Post Independence, using the cold war rivalry to extract aid was big business in Asia. So slip on your smoking jacket, fill your pipe, take your first sip of your adult beverage, and sit back in your most comfortable chair. Welcome to todays offering from The Philatelist.

The stamp today is from Australia. Australia was a founding, donor country to the aid program. Celebrating the anniversary of an aid program is a delicate thing to do on a stamp of a donor country. There is a natural tendency to help those in need at home first. In addition an anniversary naturally brings questions of what there is to show for the money spent. A difficult question to answer for the skeptical. The stamp designers get around it with a generic emblem and not telling you what the “Colombo Plan” is. Also notice that the denomination is too high for a regular letter, meaning fewer stamps in circulation. Figure it out for yourself stamp user. Or better yet read on.

The stamp today is issue A123, a one schilling stamp issued on June 30th, 1961. It was a single stamp issue celebrating the 10th anniversary of the Colombo Plan of economic development aid in Asia. According to the Scott catalog, the stamp is worth 30 cents used.

In 1949, the Indian ambassador to China, K. M. Panikkar, went to his British and Australian counterparts and suggested an aid program. It was to be used to fight communism in the newly independent nations of Asia. Remember that India was newly independent and the Communists had just taken over mainland China. The main thrust was to be economic development and educational opportunities. In proposing the USA pay for the bulk of it, Amb. Panikkar was able to successfully make his case. The USA paid the lion’s share of the cost and the program began based in Colombo, Ceylon, (now Sri lanka), in 1951.
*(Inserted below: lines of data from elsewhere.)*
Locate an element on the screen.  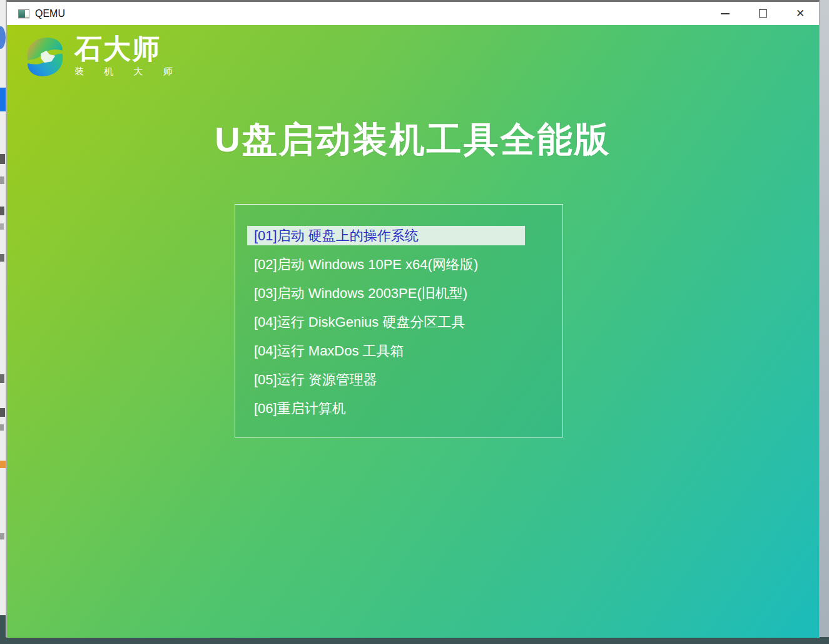
boot-menu-item-1: [01]启动 硬盘上的操作系统 is located at coordinates (386, 235).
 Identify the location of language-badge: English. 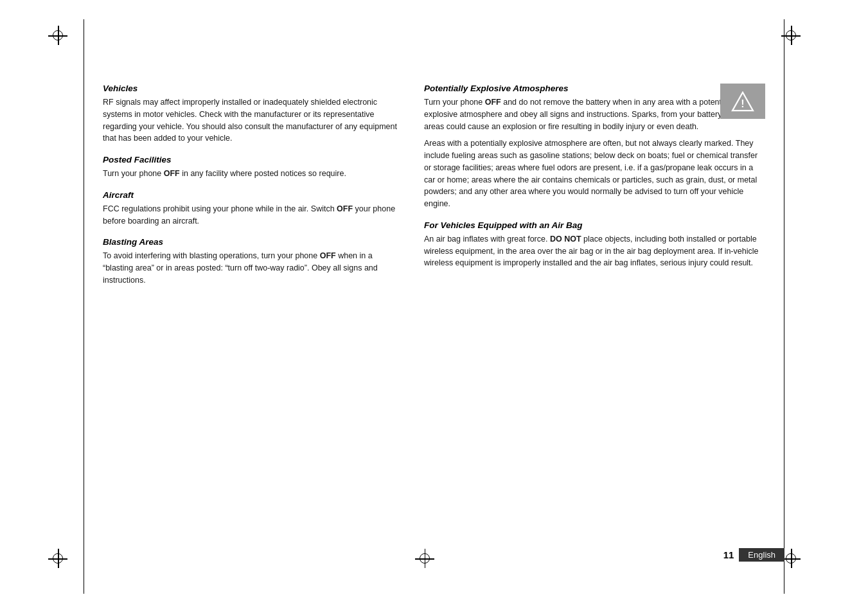
(762, 555).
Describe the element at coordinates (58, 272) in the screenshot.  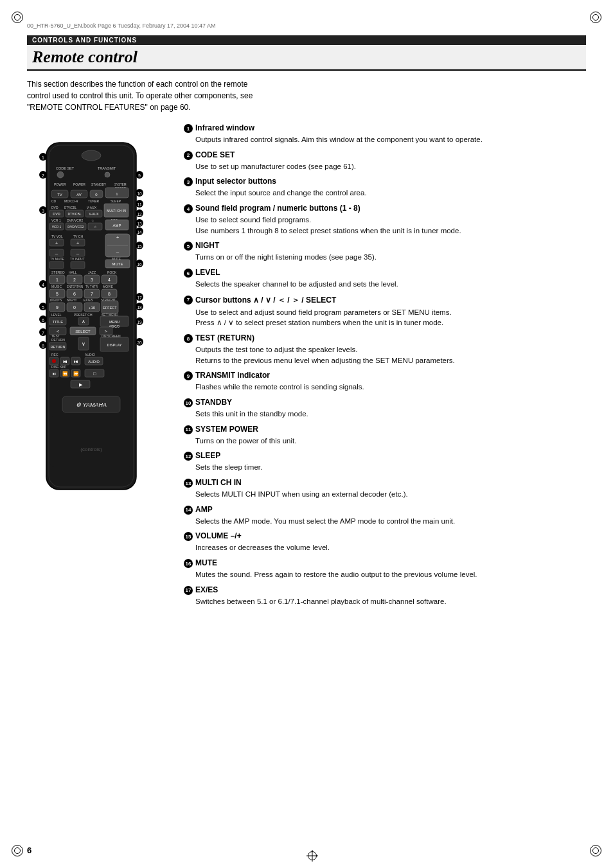
I see `svg-text: STEREO` at that location.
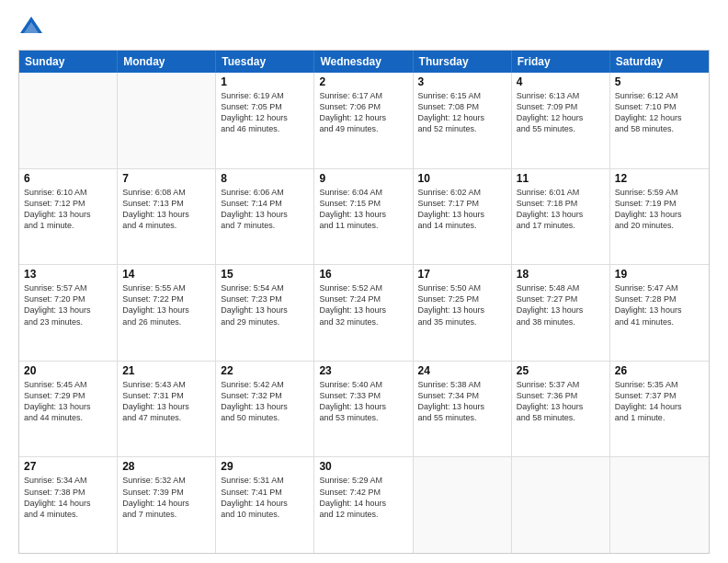 The image size is (728, 563). I want to click on logo, so click(33, 28).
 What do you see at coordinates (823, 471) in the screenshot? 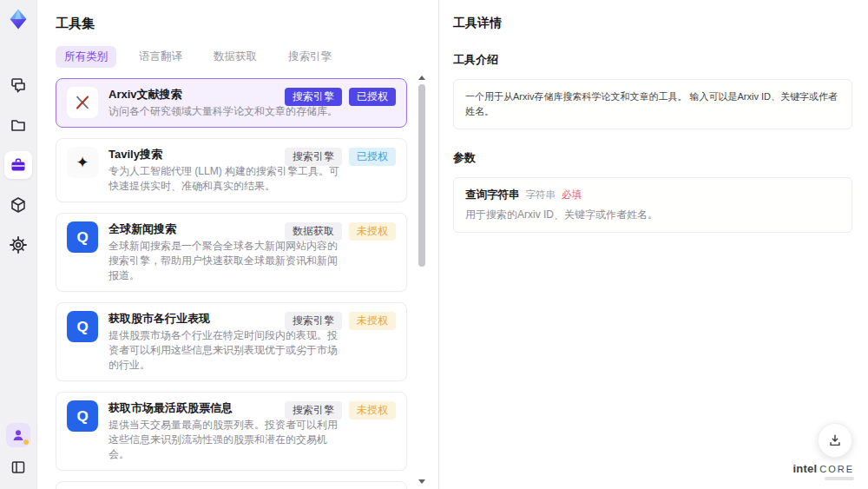
I see `intel-core-logo: intel CORE` at bounding box center [823, 471].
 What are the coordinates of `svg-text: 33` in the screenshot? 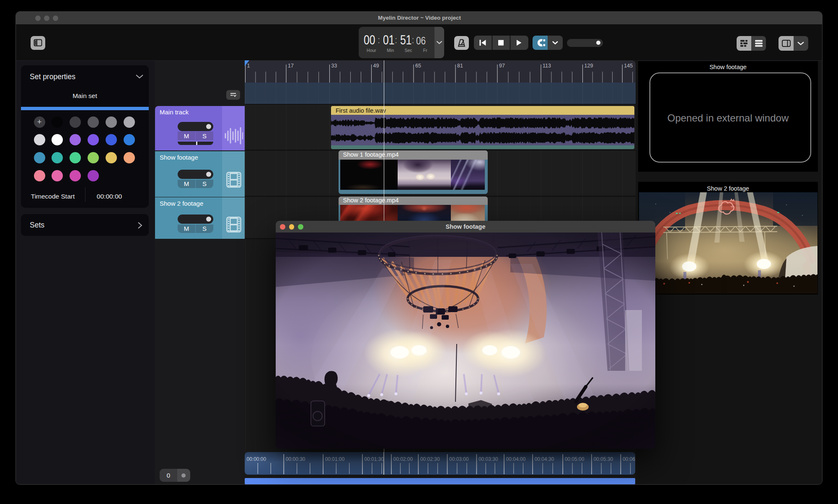 It's located at (334, 66).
The most obvious benefit of the aid program were the educational opportunities afforded. Among those that benefited are national leaders of Singapore and Nepal, and several prominent Indian scientists. In Ceylon itself the main beneficiary seems to have been the multi-language Ceylon radio service that did much in the 50s and 60s to bring an Asian perspective to the region.
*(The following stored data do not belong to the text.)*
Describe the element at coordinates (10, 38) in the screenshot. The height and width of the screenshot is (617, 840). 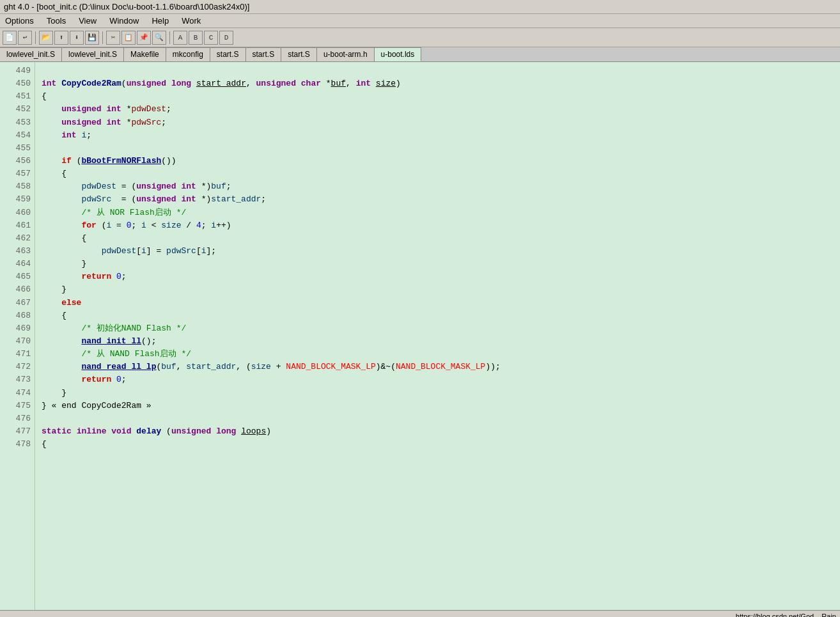
I see `toolbar-btn-new: 📄` at that location.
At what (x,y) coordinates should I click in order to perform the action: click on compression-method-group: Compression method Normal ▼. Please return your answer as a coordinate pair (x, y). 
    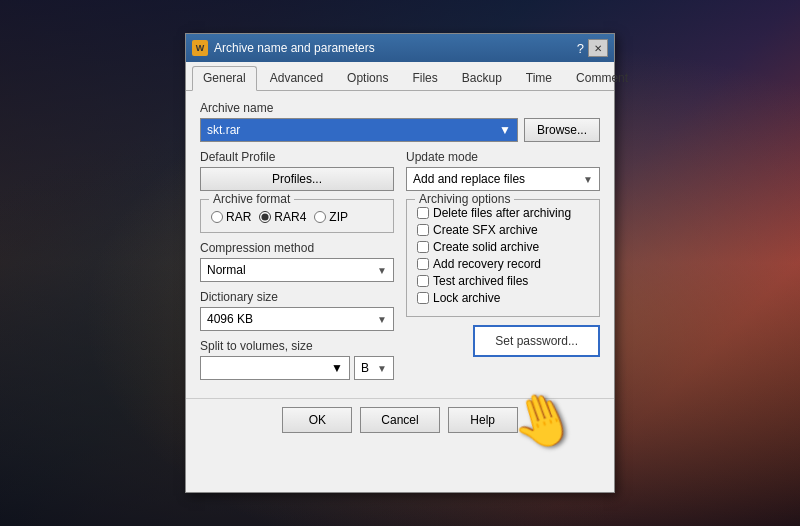
    Looking at the image, I should click on (297, 262).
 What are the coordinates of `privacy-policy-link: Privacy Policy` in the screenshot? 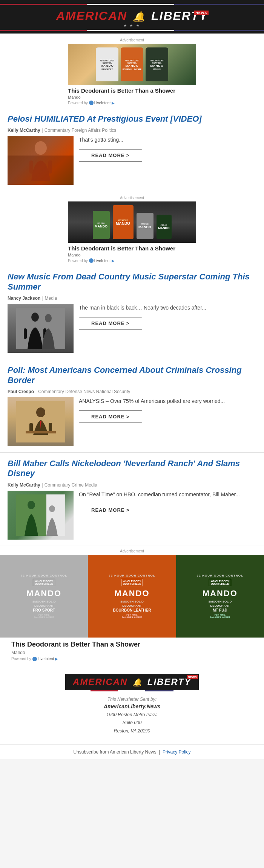 It's located at (177, 752).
With the end of the cold war, Britain and Canada dropped out of the program but the USA stayed on. The program was reorganized to take on environmental and gender issues in addition to continuing the educational opportunities. It is interesting to contemplate that gender and environmental issues are energized mostly on the left end of the political spectrum. Yet the program was specifically designed to be anti communist. Another case where the people that populate the program decide what it actually does. The vast bulk of people that get into this line or work will be left of center. The Colombo Plan is still around today.

Well my drink is empty so I will open the conversation in the below comment section. Come again tomorrow for another story that can be learned from stamp collecting.